Synthesised speech is nothing new — think virtual assistants for smartphones and smart speakers, and GPS assistance. They may sound robotic and monotonous, even when there are choices of voice or accent. All these is about to change as NVIDIA researchers are using AI to give life to synthesised speech.
The researchers are building models and tools for high-quality, controllable speech synthesis that capture the richness of human speech, filled with intonation, timbre and feelings.
Their models are on demo at Interspeech 2021, which runs through September 3 at Brno Exhibition Centre in Czech Republic.
These models can help voice automated customer service lines for banks and retailers, bring video-game or book characters to life, and provide real-time speech synthesis for digital avatars.
Expressive speech synthesis is just one element of NVIDIA Research’s work in conversational AI, which encompasses natural language processing, automated speech recognition, keyword detection, and audio enhancement.
An interesting feature created by NVIDIA researchers is voice conversion, where one speaker’s words (or even singing) is delivered in another speaker’s voice. Inspired by the idea of the human voice as a musical instrument, the RAD-TTS interface gives users fine-grained, frame-level control over the synthesised voice’s pitch, duration and energy.
With NVIDIA NeMo — an open-source Python toolkit for GPU-accelerated conversational AI — researchers, developers and creators can gain a head start in experimenting with, and fine-tuning, speech models for their own applications.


▸ Action item: Only the lines with "this" in them need to be copied from the listing.

▸ Data:
--*--
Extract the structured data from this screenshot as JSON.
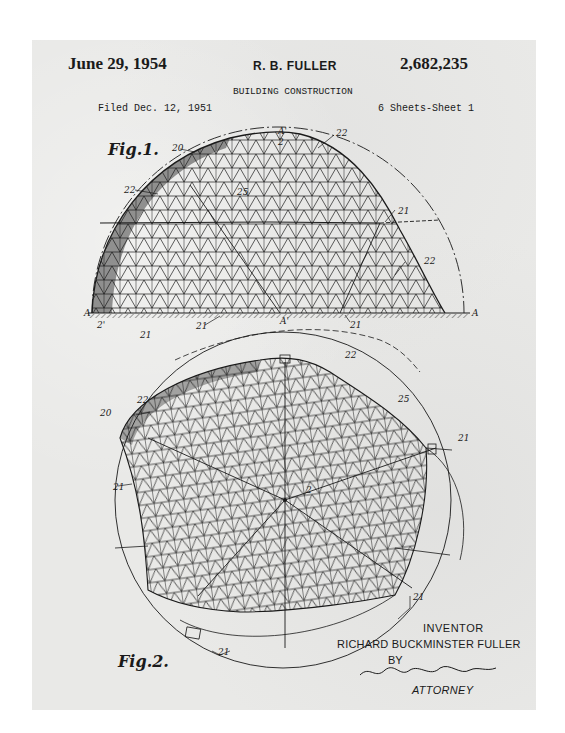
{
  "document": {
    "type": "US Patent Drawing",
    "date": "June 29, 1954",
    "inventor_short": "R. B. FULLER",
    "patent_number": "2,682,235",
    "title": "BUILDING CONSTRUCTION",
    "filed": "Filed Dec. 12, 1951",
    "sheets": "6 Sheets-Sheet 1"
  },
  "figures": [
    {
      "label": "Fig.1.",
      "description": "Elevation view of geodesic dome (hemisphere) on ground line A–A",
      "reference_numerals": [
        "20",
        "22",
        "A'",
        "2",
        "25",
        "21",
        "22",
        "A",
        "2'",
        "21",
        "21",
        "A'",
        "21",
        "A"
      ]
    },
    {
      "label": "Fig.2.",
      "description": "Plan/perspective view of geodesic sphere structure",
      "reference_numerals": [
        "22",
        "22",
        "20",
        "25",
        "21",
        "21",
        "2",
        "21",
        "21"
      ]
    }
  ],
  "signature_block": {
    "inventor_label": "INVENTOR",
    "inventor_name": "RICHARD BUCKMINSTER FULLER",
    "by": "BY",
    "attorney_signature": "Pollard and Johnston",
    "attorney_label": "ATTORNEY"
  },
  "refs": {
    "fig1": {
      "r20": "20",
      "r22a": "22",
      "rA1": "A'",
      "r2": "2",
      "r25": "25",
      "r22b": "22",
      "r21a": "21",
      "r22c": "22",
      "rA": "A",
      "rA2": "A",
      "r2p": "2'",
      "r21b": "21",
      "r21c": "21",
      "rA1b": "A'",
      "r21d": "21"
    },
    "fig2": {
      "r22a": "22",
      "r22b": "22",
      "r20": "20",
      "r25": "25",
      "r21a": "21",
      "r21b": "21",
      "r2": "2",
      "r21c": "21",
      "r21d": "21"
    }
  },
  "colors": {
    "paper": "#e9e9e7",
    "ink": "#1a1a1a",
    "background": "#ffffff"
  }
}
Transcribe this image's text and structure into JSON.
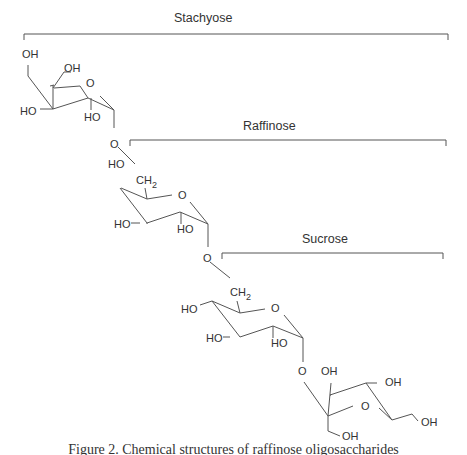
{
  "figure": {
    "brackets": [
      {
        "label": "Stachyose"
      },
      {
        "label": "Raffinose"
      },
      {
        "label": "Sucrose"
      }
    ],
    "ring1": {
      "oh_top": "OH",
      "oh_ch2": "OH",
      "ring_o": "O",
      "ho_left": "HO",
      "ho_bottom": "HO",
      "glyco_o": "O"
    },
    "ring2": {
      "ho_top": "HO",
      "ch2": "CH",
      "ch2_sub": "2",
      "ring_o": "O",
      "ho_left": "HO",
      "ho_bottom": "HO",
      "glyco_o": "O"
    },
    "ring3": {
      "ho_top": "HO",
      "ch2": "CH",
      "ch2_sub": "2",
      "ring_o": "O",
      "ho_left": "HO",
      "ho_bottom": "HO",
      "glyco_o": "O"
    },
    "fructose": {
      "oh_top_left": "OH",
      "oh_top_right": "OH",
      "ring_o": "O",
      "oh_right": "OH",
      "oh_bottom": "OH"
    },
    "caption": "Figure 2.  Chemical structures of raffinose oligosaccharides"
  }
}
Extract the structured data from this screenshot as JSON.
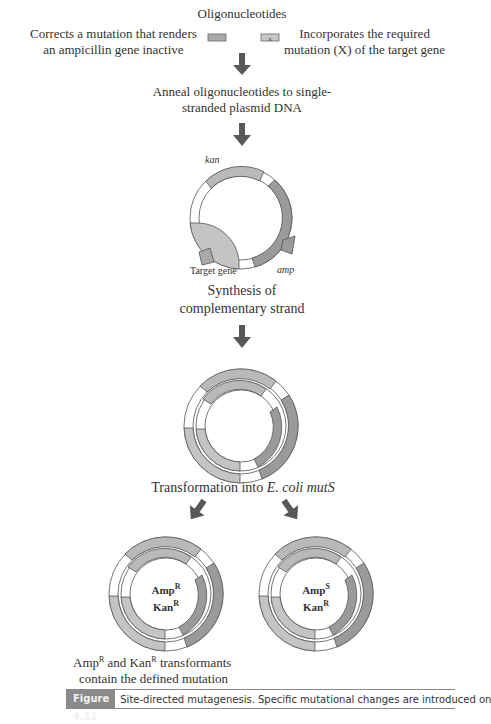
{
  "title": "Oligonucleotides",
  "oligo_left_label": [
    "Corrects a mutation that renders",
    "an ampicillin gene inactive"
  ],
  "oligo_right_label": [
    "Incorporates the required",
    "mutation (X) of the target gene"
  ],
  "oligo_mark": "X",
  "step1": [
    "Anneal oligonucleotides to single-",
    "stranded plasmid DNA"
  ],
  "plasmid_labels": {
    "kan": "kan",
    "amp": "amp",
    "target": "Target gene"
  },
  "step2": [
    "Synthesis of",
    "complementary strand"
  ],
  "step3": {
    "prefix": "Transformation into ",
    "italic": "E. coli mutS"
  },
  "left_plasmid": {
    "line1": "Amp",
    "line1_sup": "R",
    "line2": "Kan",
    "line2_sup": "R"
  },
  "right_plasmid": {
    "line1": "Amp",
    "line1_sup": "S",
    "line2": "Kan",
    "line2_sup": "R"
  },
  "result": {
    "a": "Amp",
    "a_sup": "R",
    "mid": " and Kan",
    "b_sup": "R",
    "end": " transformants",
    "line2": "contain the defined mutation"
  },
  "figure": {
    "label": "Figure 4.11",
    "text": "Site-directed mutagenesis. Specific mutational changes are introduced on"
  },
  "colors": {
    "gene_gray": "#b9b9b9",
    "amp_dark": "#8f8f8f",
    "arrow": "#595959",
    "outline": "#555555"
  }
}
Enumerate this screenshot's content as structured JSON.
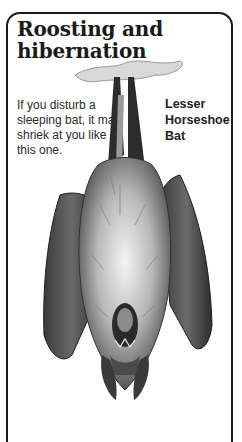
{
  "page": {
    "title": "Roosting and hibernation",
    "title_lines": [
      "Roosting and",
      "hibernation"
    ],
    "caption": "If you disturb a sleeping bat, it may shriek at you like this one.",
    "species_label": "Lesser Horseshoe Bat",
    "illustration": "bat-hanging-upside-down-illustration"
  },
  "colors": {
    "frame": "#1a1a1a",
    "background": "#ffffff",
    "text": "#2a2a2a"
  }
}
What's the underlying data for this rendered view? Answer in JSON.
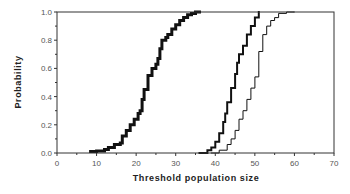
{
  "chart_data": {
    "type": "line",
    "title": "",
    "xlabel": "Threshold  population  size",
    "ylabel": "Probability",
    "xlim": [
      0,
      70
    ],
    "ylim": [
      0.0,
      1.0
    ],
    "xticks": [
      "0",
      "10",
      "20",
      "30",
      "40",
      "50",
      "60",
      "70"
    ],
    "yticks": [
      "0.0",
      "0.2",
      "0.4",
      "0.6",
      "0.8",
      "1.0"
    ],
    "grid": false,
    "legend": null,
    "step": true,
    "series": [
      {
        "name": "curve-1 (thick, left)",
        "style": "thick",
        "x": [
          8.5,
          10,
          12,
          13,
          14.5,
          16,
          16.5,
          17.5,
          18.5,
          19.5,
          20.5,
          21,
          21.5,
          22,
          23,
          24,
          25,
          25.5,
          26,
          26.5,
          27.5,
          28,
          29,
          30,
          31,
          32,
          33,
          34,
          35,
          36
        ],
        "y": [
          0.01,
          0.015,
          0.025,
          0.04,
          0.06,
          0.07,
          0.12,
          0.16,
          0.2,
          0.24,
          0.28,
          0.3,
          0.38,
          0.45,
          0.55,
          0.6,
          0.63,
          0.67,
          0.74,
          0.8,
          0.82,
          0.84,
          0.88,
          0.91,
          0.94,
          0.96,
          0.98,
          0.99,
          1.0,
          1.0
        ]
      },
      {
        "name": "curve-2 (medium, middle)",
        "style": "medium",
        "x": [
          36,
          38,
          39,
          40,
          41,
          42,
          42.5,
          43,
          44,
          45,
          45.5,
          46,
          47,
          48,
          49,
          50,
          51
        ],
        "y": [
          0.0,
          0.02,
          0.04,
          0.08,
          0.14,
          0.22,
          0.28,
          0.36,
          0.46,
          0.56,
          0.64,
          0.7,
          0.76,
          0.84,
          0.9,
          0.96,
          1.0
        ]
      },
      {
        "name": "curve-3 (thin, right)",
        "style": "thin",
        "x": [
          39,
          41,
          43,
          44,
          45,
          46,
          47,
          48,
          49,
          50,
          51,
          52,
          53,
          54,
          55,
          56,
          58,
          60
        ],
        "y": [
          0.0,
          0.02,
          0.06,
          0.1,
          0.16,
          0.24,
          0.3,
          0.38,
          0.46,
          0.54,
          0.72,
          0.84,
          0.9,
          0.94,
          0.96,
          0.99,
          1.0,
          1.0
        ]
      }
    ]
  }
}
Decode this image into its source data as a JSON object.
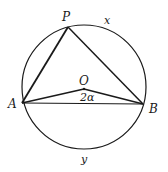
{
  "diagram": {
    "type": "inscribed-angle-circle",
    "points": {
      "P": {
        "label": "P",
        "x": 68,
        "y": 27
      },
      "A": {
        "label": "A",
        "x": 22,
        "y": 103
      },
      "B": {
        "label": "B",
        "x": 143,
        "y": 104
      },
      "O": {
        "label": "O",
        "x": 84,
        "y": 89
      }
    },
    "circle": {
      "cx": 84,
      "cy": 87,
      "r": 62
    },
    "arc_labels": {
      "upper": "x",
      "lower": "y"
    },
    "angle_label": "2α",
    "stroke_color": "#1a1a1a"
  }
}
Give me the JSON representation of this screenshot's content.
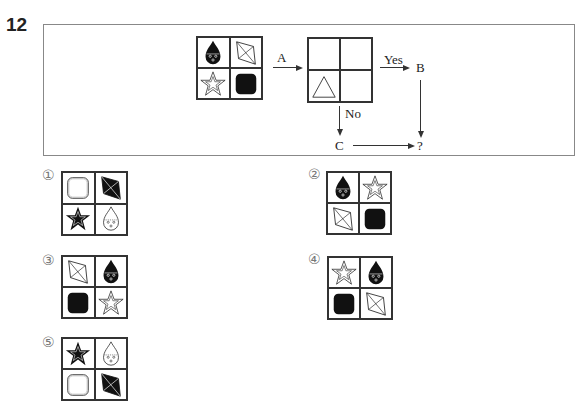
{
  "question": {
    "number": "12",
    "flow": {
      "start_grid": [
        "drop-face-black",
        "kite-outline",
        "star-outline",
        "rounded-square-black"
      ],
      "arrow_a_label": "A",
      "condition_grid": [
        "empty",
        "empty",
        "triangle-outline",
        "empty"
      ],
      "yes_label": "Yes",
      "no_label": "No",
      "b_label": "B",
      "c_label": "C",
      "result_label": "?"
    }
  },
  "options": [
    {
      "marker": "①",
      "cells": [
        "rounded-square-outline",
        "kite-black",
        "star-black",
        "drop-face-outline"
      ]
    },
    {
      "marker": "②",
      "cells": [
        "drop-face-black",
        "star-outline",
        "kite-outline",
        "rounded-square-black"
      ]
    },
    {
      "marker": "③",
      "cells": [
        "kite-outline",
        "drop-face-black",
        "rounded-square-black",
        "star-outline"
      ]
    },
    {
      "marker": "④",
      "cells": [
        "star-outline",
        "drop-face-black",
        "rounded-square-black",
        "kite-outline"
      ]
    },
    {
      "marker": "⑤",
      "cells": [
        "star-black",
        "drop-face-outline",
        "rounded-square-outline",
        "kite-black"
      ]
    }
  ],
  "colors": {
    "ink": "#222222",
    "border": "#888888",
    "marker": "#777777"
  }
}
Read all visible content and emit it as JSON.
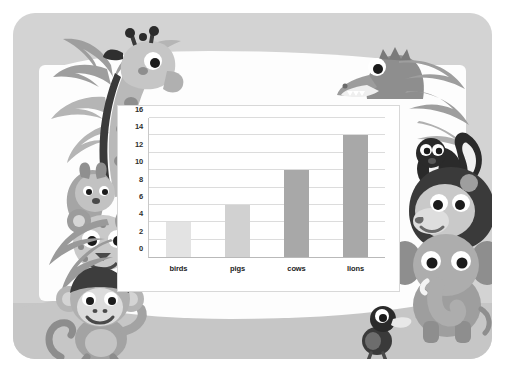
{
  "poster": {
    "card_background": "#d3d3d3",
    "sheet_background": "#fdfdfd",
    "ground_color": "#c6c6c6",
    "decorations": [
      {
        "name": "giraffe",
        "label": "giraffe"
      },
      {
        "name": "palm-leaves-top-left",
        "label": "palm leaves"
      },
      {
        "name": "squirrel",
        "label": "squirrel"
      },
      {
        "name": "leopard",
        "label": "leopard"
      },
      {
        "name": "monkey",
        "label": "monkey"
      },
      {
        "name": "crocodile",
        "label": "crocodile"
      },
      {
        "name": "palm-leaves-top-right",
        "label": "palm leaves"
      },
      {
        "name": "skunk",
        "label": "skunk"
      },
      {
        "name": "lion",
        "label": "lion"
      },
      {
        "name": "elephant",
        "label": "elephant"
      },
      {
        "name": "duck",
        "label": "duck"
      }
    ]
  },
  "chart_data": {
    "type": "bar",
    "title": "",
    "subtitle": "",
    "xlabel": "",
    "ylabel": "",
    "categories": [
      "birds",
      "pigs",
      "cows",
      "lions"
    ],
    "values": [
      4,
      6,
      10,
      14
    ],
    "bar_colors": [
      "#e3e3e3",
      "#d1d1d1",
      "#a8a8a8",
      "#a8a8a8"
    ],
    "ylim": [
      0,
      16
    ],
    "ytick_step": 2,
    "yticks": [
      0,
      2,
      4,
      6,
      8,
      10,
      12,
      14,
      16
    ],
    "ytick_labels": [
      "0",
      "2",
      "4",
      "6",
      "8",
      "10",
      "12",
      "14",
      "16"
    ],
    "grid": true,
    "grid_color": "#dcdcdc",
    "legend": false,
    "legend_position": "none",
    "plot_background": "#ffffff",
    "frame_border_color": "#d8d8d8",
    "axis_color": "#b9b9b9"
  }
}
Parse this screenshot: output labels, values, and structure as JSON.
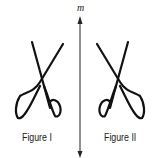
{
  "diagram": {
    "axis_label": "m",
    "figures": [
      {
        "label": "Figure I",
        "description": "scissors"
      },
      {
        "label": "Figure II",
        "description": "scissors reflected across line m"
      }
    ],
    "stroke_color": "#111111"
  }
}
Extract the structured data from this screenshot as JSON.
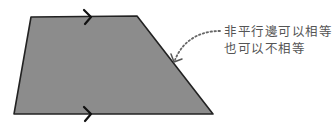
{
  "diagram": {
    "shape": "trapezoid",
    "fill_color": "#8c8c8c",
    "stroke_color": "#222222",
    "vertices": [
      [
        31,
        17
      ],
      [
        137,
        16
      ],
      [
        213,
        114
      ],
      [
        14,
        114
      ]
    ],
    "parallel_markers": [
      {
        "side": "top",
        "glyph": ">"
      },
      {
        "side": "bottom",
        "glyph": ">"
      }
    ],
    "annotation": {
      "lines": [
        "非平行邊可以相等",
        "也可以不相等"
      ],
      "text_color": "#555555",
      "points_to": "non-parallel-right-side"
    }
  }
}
--*--
▸ Task response:
Extract the structured data from this screenshot as JSON.
Transcribe this image's text and structure into JSON.
Extract the structured data from this screenshot as JSON.
Enumerate this screenshot's content as structured JSON.
    "caption": "If you disturb a sleeping bat, it may shriek at you like this one.",
What's the underlying data for this rendered view? Answer in JSON.
Decode this image into its source data as a JSON object.
Give me the JSON representation of this screenshot's content.
Parse this screenshot: output labels, values, and structure as JSON.
Extract the structured data from this screenshot as JSON.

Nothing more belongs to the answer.